28/12/2025
Circulating microRNAs
Circulating microRNAs (miRNAs) are short, noncoding RNA molecules released into the bloodstream in stable forms — bound to proteins (e.g., Argonaute), associated with lipoproteins, or enclosed within extracellular vesicles. Because they remain detectable in plasma and serum, circulating miRNAs are attractive, minimally invasive biomarker candidates across oncology, cardiology, infectious diseases and neurology.
Why laboratories should pay attention:
• Stability and accessibility. Many circulating miRNAs resist RNase degradation in blood and can be measured from routine clinical specimens, enabling liquid-biopsy workflows.
• Broad clinical signal. Distinct circulating-miRNA signatures have been reported for diagnosis, prognosis and treatment response across multiple disease areas.
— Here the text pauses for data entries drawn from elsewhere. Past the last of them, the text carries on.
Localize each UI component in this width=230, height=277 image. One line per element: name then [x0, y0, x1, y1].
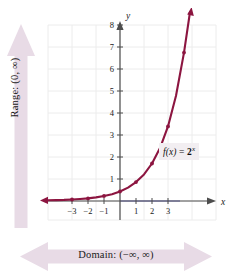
data-point	[134, 180, 138, 184]
y-tick-label: 2	[110, 152, 114, 162]
domain-annotation-label: Domain: (−∞, ∞)	[18, 249, 214, 260]
grid-vertical	[48, 25, 216, 220]
exponential-curve	[40, 8, 194, 204]
function-notation: f(x)	[163, 147, 177, 157]
y-tick-label: 5	[110, 86, 114, 96]
data-point	[86, 197, 90, 201]
grid-horizontal	[48, 25, 216, 220]
range-annotation-label: Range: (0, ∞)	[9, 28, 20, 148]
data-point	[70, 198, 74, 202]
y-tick-label: 7	[110, 42, 114, 52]
figure-exponential-graph: Range: (0, ∞) Domain: (−∞, ∞)	[0, 0, 230, 277]
x-tick-label: 3	[166, 206, 170, 216]
y-tick-label: 3	[110, 130, 114, 140]
coordinate-plot: −3 −2 −1 1 2 3 1 2 3 4 5 6 7 8 x y	[40, 8, 230, 236]
x-tick-labels: −3 −2 −1 1 2 3	[67, 206, 170, 216]
data-point	[166, 125, 170, 129]
y-tick-label: 1	[110, 174, 114, 184]
data-point	[150, 162, 154, 166]
y-axis-label: y	[125, 11, 131, 21]
x-tick-label: −2	[83, 206, 92, 216]
x-tick-label: −1	[99, 206, 108, 216]
equals-sign: =	[177, 147, 187, 157]
y-tick-label: 6	[110, 64, 114, 74]
data-point	[102, 194, 106, 198]
y-tick-labels: 1 2 3 4 5 6 7 8	[110, 20, 115, 184]
y-tick-label: 8	[110, 20, 114, 30]
function-equation-label: f(x) = 2x	[159, 143, 199, 160]
x-axis-label: x	[220, 197, 226, 207]
x-tick-label: −3	[67, 206, 76, 216]
x-tick-label: 2	[150, 206, 154, 216]
x-tick-label: 1	[134, 206, 138, 216]
data-point	[118, 190, 122, 194]
data-point	[182, 51, 186, 55]
function-exponent: x	[192, 145, 195, 153]
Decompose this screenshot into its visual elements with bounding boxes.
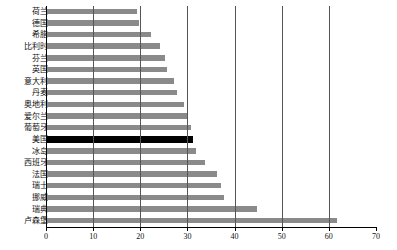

• Biological relevance. miRNA profiles often reflect underlying pathophysiology (cell type of origin, injury, inflammation or tumor-related processes), offering mechanistic insight in addition to diagnostic signal.
Critical caveats:
• Pre-analytical variability is large. Serum versus plasma choice, collection tube, time to centrifugation, degree of hemolysis, and storage/freeze–thaw history substantially affect measured miRNA levels. Lock and document SOPs.
• Platform and normalization matter. qRT-PCR, small RNA sequencing and hybridization platforms can yield different profiles. Spike-in controls and normalization strategies mitigate but do not eliminate inter-method variability. Validate platform performance for your intended use.
• Reproducibility is required for clinical uptake. Many candidate miRNA biomarkers originate from single-center studies. Multi-site validation, standardized workflows, and clear clinical decision pathways are necessary before routine deployment.
Practical roadmap for implementation:
Define the clinical question (diagnosis, prognosis, therapy monitoring) and choose the specimen type accordingly.
Lock pre-analytical SOPs (tube type, processing time, centrifugation, storage) and document every sample.
Select and validate a platform for the intended use; perform method comparisons and assess intra/inter-assay precision.
Run a pilot study with a well-annotated cohort, then pursue multi-center validation before offering clinical reports.
Summary:
Circulating miRNAs are biologically informative and translationally promising biomarkers. Their clinical value depends on rigorous pre-analytics, validated analytical workflows, and reproducible multi-site evidence.